In previous posts I wrote about the argument that a person today is so embedded in contemporary life that they have little chance of a fairy encounter. I'm not sure I agree fully, of course. Hopefully, I've written enough about urban fairy folklore and encounters and all of the strange experiences people have reported in towns and cities over the years to challenge this.
That said, there is a traditional and long-held belief that by being alone in the countryside or wild that we raise the chances of these encounters. Whether this truth is in the form of warnings to not stray from the straight path, or visit a certain site known to be frequented by the good people, certainly the natural tendency to become immersed in nature when alone in these places seems to help in bringing about a fairy meeting.
Robert Kirk, the 17th century Scottish fairy folklorist, wrote about "secret paths" which a person might stumble onto and could lead to seeing the fair folk, and maybe even end up being captured by them.
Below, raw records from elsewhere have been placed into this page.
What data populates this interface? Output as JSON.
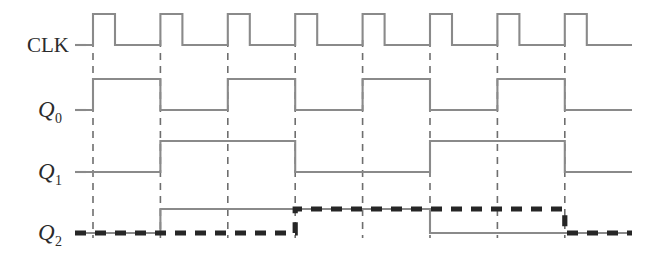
{
  "figure": {
    "type": "digital-timing-diagram",
    "width": 662,
    "height": 263,
    "background": "#ffffff"
  },
  "colors": {
    "trace": "#8a8a8a",
    "gridline": "#6e6e6e",
    "highlight": "#262626",
    "label": "#2b2b2b"
  },
  "labels": {
    "clk": "CLK",
    "q0_base": "Q",
    "q0_sub": "0",
    "q1_base": "Q",
    "q1_sub": "1",
    "q2_base": "Q",
    "q2_sub": "2"
  },
  "chart_data": {
    "type": "line",
    "title": "",
    "xlabel": "",
    "ylabel": "",
    "grid": true,
    "legend_position": "none",
    "x_axis": {
      "start_px": 75,
      "end_px": 632,
      "period_px": 67.4,
      "gridlines_px": [
        93,
        160.4,
        227.8,
        295.2,
        362.6,
        430.0,
        497.4,
        564.8
      ]
    },
    "rows": [
      {
        "name": "CLK",
        "label": "CLK",
        "low_y": 45,
        "high_y": 14,
        "style": "thin",
        "transitions_px": [
          [
            75,
            0
          ],
          [
            93,
            1
          ],
          [
            115,
            0
          ],
          [
            160.4,
            1
          ],
          [
            182.4,
            0
          ],
          [
            227.8,
            1
          ],
          [
            249.8,
            0
          ],
          [
            295.2,
            1
          ],
          [
            317.2,
            0
          ],
          [
            362.6,
            1
          ],
          [
            384.6,
            0
          ],
          [
            430.0,
            1
          ],
          [
            452.0,
            0
          ],
          [
            497.4,
            1
          ],
          [
            519.4,
            0
          ],
          [
            564.8,
            1
          ],
          [
            586.8,
            0
          ],
          [
            632,
            0
          ]
        ]
      },
      {
        "name": "Q0",
        "label": "Q0",
        "low_y": 110,
        "high_y": 79,
        "style": "thin",
        "transitions_px": [
          [
            75,
            0
          ],
          [
            93,
            1
          ],
          [
            160.4,
            0
          ],
          [
            227.8,
            1
          ],
          [
            295.2,
            0
          ],
          [
            362.6,
            1
          ],
          [
            430.0,
            0
          ],
          [
            497.4,
            1
          ],
          [
            564.8,
            0
          ],
          [
            632,
            0
          ]
        ]
      },
      {
        "name": "Q1",
        "label": "Q1",
        "low_y": 172,
        "high_y": 141,
        "style": "thin",
        "transitions_px": [
          [
            75,
            0
          ],
          [
            160.4,
            1
          ],
          [
            295.2,
            0
          ],
          [
            430.0,
            1
          ],
          [
            564.8,
            0
          ],
          [
            632,
            0
          ]
        ]
      },
      {
        "name": "Q2",
        "label": "Q2",
        "low_y": 233,
        "high_y": 209,
        "style": "thin",
        "transitions_px": [
          [
            75,
            0
          ],
          [
            160.4,
            1
          ],
          [
            430.0,
            0
          ],
          [
            632,
            0
          ]
        ]
      },
      {
        "name": "Q2-delayed",
        "label": "Q2 (highlighted)",
        "low_y": 233,
        "high_y": 209,
        "style": "thick-dashed",
        "transitions_px": [
          [
            75,
            0
          ],
          [
            295.2,
            1
          ],
          [
            564.8,
            0
          ],
          [
            632,
            0
          ]
        ]
      }
    ]
  }
}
Kirk interestingly describes the movement of fairies as "swimming in the air near the earth" which sounds very much like a travelling river of energetic consciousness, almost.
In fact, the trooping fairies sighted by many here in Ireland sounds quite similar, with a flow of airborne lights moving from ancient monument and site to another turning up frequently in our folklore.
There is a widespread belief that there are particular times when a person might be more likely to see a fairy-being, but it should not be overlooked that, depending on the state of mind of an individual, especially those empathic to such experiences, this is by no means a predictable state of affairs.
Robert Lang, in his introduction to Kirk's The Secret Commonwealth of Elves, Fauns and Fairies, writes that, “These fairy mounds, in their true state, are only visible, in their quarterly appearances, to men of the second sight. That gift of vision includes not only power to see distant or future events, but the viewless forms of air."
In his book, Spirit Paths: An Exploration of Otherworldly Routes, Paul Devereaux tells us of an 18th century witness to the fairy parade. They describe 'the fairies' as "...leaping and frisking in the air, making a path in the air." This sounds very like the crackling and flexing of a current, as much as a group of beings, it must be said.
Again, we are reminded of Irish descriptions of such phenomena. This account from Wicklow is particularly interesting.
"At this Rath in Krishuna it is said the fairies gather on certain nights. They ride on the wings of the wind and retreat at cockcrow to the rath of Mullaghmast in Kildare. The people of this neighbourhood are said to keep a black cock in order to defeat the more evil minded of the fairies and to preserve them from harm.”
So, what exactly is it that moves through these pathways of the air? Is it a real, physical parade of otherworldly beings, or something else entirely, unable to be fully understood by our senses?
If we are open to our own limited thinking (through no real fault of our own!) then we have to expect and accept the unexpected, as well as answers that are beyond our current paradigm of comprehension.
Is the concept of the 'air' also a euphemism for something intangible and too difficult to explain?
Maybe fairies are indeed individual forms moving through these higher dimensional plains and all of the recorded experiences of worlds, technologies and races are true, literally. Or, maybe, like trying to pour an entire ocean, and everything within it, into a glass and expecting to hold an accurate representation, we can never conceive of the truth of what is always beyond our physical senses.
But to return to our more mundane ways of perceiving and encountering, I'm of the mind that this cyclical movement between ancient sites at certain times offers unpredictability more than anything else.
These places are, for me, windows opening to oceans of worlds and dimensions of consciousness that we cannot conceive of nor control.
Allowing ourselves to become open to other forms of life so different to our expectations can be a way to gain some type of foothold, though.
Life existing outside of our biological senses may manifest as something as ethereal as a feeling, or as elusive to comprehension as the after-effect of a dream. An encounter with the Otherworld is sometimes only comparable to a fleeting moment of grand synaesthesia; a temporary awareness that can bring us to our knees due to awe and poignancy.
We usually call this 'enlightenment' or 'ecstasy', but this euphoria may itself simply be an instinctive reaction due to our inability to process something beyond our understanding. (C.) David Halpin.